Attenuation Constant

/at-en-yoo-ay-shun/ — α (alpha)
γ = α + jβ. α = real part: exponential amplitude decay per unit length. E(z) = E0e−αz. Sources: conductor loss (αc ∝ √f, skin effect), dielectric loss (αd ∝ f×tanδ), radiation. 1 Np = 8.686 dB. Coax: α increases with f. Waveguide TE10: α minimum at ~1.5fc. WG < coax loss at microwave.
Unit: Np/m or dB/m
1 Np: 8.686 dB
α = αcd

Understanding Attenuation Constant

The attenuation constant α quantifies how quickly a signal loses amplitude as it travels through a transmission medium.
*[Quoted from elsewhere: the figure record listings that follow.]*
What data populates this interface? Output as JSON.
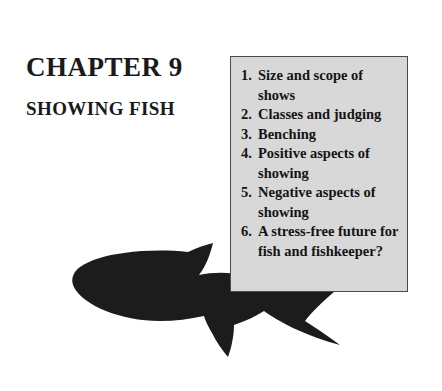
{
  "page": {
    "background_color": "#ffffff",
    "heading": {
      "chapter_label": "CHAPTER 9",
      "chapter_subtitle": "SHOWING FISH"
    },
    "contents_box": {
      "fill_color": "#d8d8d8",
      "border_color": "#4a4a4a",
      "items": [
        {
          "number": "1.",
          "text": "Size and scope of shows"
        },
        {
          "number": "2.",
          "text": "Classes and judging"
        },
        {
          "number": "3.",
          "text": "Benching"
        },
        {
          "number": "4.",
          "text": "Positive aspects of showing"
        },
        {
          "number": "5.",
          "text": "Negative aspects of showing"
        },
        {
          "number": "6.",
          "text": "A stress-free future for fish and fishkeeper?"
        }
      ]
    },
    "illustration": {
      "name": "shark-silhouette",
      "color": "#1c1c1c",
      "orientation": "facing-left"
    }
  }
}
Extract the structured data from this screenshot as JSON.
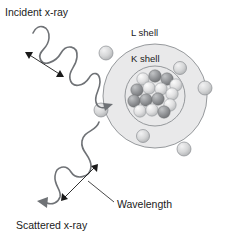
{
  "figure": {
    "background_color": "#ffffff",
    "labels": {
      "incident": "Incident x-ray",
      "scattered": "Scattered x-ray",
      "wavelength": "Wavelength",
      "l_shell": "L shell",
      "k_shell": "K shell"
    },
    "colors": {
      "wave_stroke": "#6f7276",
      "shell_stroke": "#8b8e92",
      "atom_fill": "#e9e9ea",
      "text": "#1a1a1a",
      "electron_fill": "#d2d3d4",
      "nucleon_dark": "#8d8f92",
      "nucleon_light": "#dcdcdd"
    },
    "atom": {
      "center_x": 155,
      "center_y": 96,
      "outer_radius": 52,
      "l_shell_radius": 52,
      "k_shell_radius": 30
    },
    "electrons": [
      {
        "name": "electron-l-upper-left",
        "cx": 106,
        "cy": 53,
        "r": 7,
        "shell": "L"
      },
      {
        "name": "electron-l-left-lower",
        "cx": 101,
        "cy": 110,
        "r": 7,
        "shell": "L"
      },
      {
        "name": "electron-l-right",
        "cx": 205,
        "cy": 88,
        "r": 7,
        "shell": "L"
      },
      {
        "name": "electron-l-lower-right",
        "cx": 184,
        "cy": 149,
        "r": 7,
        "shell": "L"
      },
      {
        "name": "electron-k-upper-right",
        "cx": 180,
        "cy": 68,
        "r": 6.5,
        "shell": "K"
      },
      {
        "name": "electron-k-lower",
        "cx": 143,
        "cy": 136,
        "r": 6.5,
        "shell": "K"
      }
    ],
    "nucleons": [
      {
        "cx": 143,
        "cy": 79,
        "r": 6.2,
        "tone": "light"
      },
      {
        "cx": 155,
        "cy": 76,
        "r": 6.2,
        "tone": "dark"
      },
      {
        "cx": 167,
        "cy": 79,
        "r": 6.2,
        "tone": "dark"
      },
      {
        "cx": 137,
        "cy": 90,
        "r": 6.2,
        "tone": "dark"
      },
      {
        "cx": 149,
        "cy": 88,
        "r": 6.2,
        "tone": "light"
      },
      {
        "cx": 161,
        "cy": 89,
        "r": 6.2,
        "tone": "light"
      },
      {
        "cx": 172,
        "cy": 91,
        "r": 6.2,
        "tone": "light"
      },
      {
        "cx": 134,
        "cy": 101,
        "r": 6.2,
        "tone": "dark"
      },
      {
        "cx": 146,
        "cy": 100,
        "r": 6.2,
        "tone": "dark"
      },
      {
        "cx": 158,
        "cy": 99,
        "r": 6.2,
        "tone": "dark"
      },
      {
        "cx": 170,
        "cy": 102,
        "r": 6.2,
        "tone": "light"
      },
      {
        "cx": 140,
        "cy": 111,
        "r": 6.2,
        "tone": "light"
      },
      {
        "cx": 152,
        "cy": 110,
        "r": 6.2,
        "tone": "light"
      },
      {
        "cx": 164,
        "cy": 112,
        "r": 6.2,
        "tone": "dark"
      },
      {
        "cx": 176,
        "cy": 80,
        "r": 6.2,
        "tone": "light"
      }
    ],
    "waves": {
      "incident": {
        "description": "short-wavelength sine wave travelling down-right into the atom",
        "path": "M 33 33 C 38 22, 50 26, 49 38 C 48 50, 38 50, 40 58 C 42 68, 56 62, 61 53 C 66 44, 78 45, 77 57 C 76 68, 68 70, 70 79 C 72 89, 84 86, 89 78 C 93 71, 100 72, 100 82 C 100 90, 94 95, 96 102 C 97 107, 102 109, 106 107",
        "arrow_tip_x": 112,
        "arrow_tip_y": 104,
        "arrow_angle": -22
      },
      "scattered": {
        "description": "longer-wavelength sine wave leaving down-left from the atom",
        "path": "M 99 122 C 96 132, 84 130, 82 141 C 80 152, 92 156, 91 167 C 90 178, 76 180, 71 172 C 66 164, 56 166, 55 176 C 54 186, 62 190, 60 197 C 58 203, 52 205, 47 203",
        "arrow_tip_x": 38,
        "arrow_tip_y": 203,
        "arrow_angle": 196
      }
    },
    "dimension_arrows": [
      {
        "name": "incident-wavelength-arrow",
        "x1": 27,
        "y1": 53,
        "x2": 62,
        "y2": 76,
        "double_headed": true
      },
      {
        "name": "scattered-wavelength-arrow",
        "x1": 96,
        "y1": 166,
        "x2": 63,
        "y2": 199,
        "double_headed": true
      }
    ],
    "leader_lines": [
      {
        "name": "wavelength-leader",
        "x1": 113,
        "y1": 203,
        "x2": 85,
        "y2": 183
      }
    ],
    "label_positions": {
      "incident": {
        "x": 5,
        "y": 16
      },
      "scattered": {
        "x": 16,
        "y": 228
      },
      "wavelength": {
        "x": 117,
        "y": 208
      },
      "l_shell": {
        "x": 131,
        "y": 36
      },
      "k_shell": {
        "x": 131,
        "y": 61
      }
    }
  }
}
It is the real part of the complex propagation constant γ = α + jβ, where β is the phase constant determining wavelength and phase velocity. Every practical transmission line and waveguide has non-zero α, meaning signal power is inevitably lost to heat in the conductors and dielectric.
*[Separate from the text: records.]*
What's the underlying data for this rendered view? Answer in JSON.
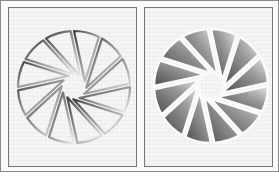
{
  "figure": {
    "panels": [
      {
        "id": "left",
        "description": "pinwheel aperture shape with embossed outline (edges only)",
        "blade_count": 12,
        "style": "outline-emboss",
        "center": [
          65,
          79
        ],
        "radius": 56
      },
      {
        "id": "right",
        "description": "pinwheel aperture shape with solid gray gradient blades",
        "blade_count": 12,
        "style": "solid-gradient",
        "center": [
          66,
          78
        ],
        "radius": 57
      }
    ],
    "colors": {
      "border": "#777777",
      "blade_dark": "#555555",
      "blade_light": "#e8e8e8",
      "background": "#f6f6f6"
    }
  }
}
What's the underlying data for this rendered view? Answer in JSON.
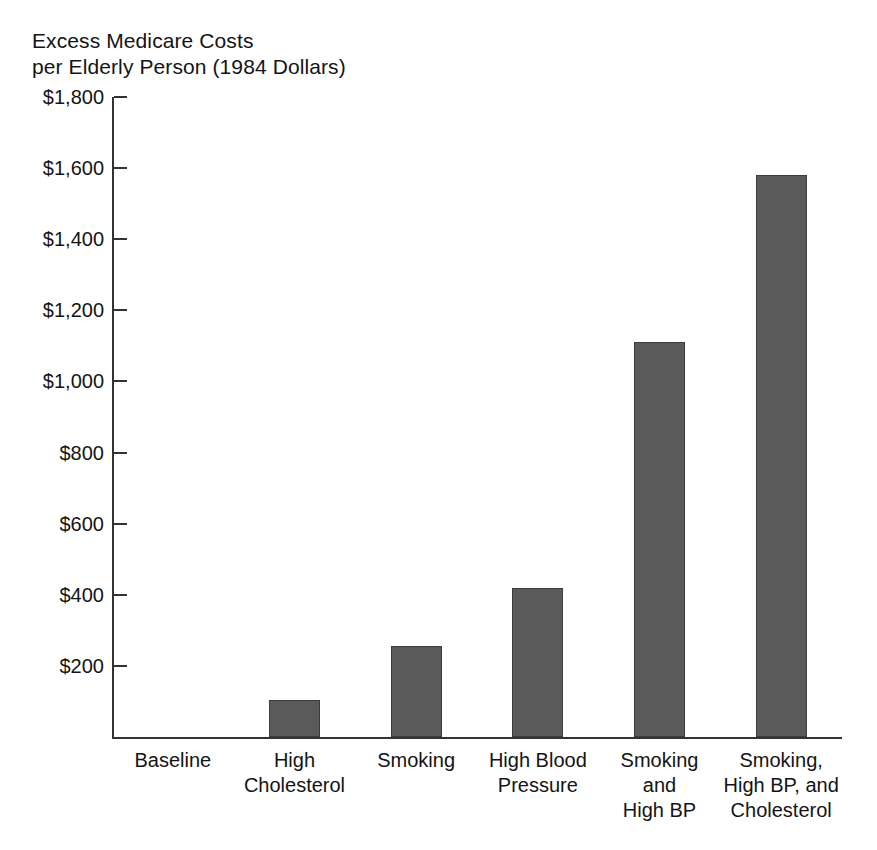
{
  "chart_data": {
    "type": "bar",
    "title": "Excess Medicare Costs\nper Elderly Person (1984 Dollars)",
    "xlabel": "",
    "ylabel": "Excess Medicare Costs per Elderly Person (1984 Dollars)",
    "categories": [
      "Baseline",
      "High\nCholesterol",
      "Smoking",
      "High Blood\nPressure",
      "Smoking\nand\nHigh BP",
      "Smoking,\nHigh BP, and\nCholesterol"
    ],
    "values": [
      0,
      105,
      255,
      420,
      1110,
      1580
    ],
    "ylim": [
      0,
      1800
    ],
    "ytick_values": [
      1800,
      1600,
      1400,
      1200,
      1000,
      800,
      600,
      400,
      200
    ],
    "ytick_labels": [
      "$1,800",
      "$1,600",
      "$1,400",
      "$1,200",
      "$1,000",
      "$800",
      "$600",
      "$400",
      "$200"
    ],
    "grid": false,
    "legend": null,
    "bar_color": "#5a5a5a",
    "bar_edge_color": "#3c3c3c",
    "axis_color": "#333333",
    "background_color": "#ffffff"
  }
}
Understanding attenuation is essential for link budget calculations, cable selection, and system architecture decisions. The choice between coaxial cable and waveguide at microwave frequencies is often driven by attenuation: waveguide has dramatically lower loss than coax above 10 GHz, which is why satellite earth stations and radar systems use waveguide runs from the antenna to the receiver.

Attenuation Equations

Propagation constant:
γ = α + jβ
E(z) = E0e−αze−jβz
P(z) = P0e−2αz

Insertion loss:
IL = α × L (dB)
= 8.686 × α(Np/m) × L(m)

Coaxial cable:
αc = Rs/(2Z0)(1/a+1/b) ∝ √f
αd = (πf√εr/c)×tanδ ∝ f

Attenuation by Transmission Medium

Mediumα @ 1 GHzα @ 10 GHzTrendDominant Loss
RG-58 coax0.14 dB/m0.5 dB/m∝√fConductor
RG-402 semi-rigid0.09 dB/m0.3 dB/m∝√fConductor
WR-90 waveguideN/A (below fc)0.02 dB/mMin @ 1.5fcConductor
FR-4 microstrip0.3 dB/cm1.5 dB/cm∝fDielectric
Free space00NoneFSPL only
Common Questions

Frequently Asked Questions

Loss sources?

Conductor (αc): skin effect, ∝√f. Dielectric (αd): tanδ, ∝f. Radiation: microstrip/open structures. Total: α=αc+αd+αrad. Coax <1 GHz: conductor dominates. >10 GHz: dielectric significant. Waveguide: α minimum at ~1.5fc (unique characteristic).

IL calculation?

IL = α×L. Field: E=E0×e^(-αz). Power: P=P0×e^(-2αz). RG-58 @ 1 GHz, 10 m: 1.4 dB. RG-402 @ 10 GHz, 10 m: 3 dB. WR-90 @ 10 GHz, 10 m: 0.2 dB. Waveguide wins at microwave. Why active antennas eliminate cables.

Unit conversion?

1 Np = 8.686 dB. Np: natural (exponential). dB: logarithmic (practical). 1 Np = field ratio of e (2.718), power ratio e²=7.389, 10log(7.389)=8.686 dB. γ=α+jβ: α in Np/m, β in rad/m. Multiply α(Np/m)×8.686 for dB/m.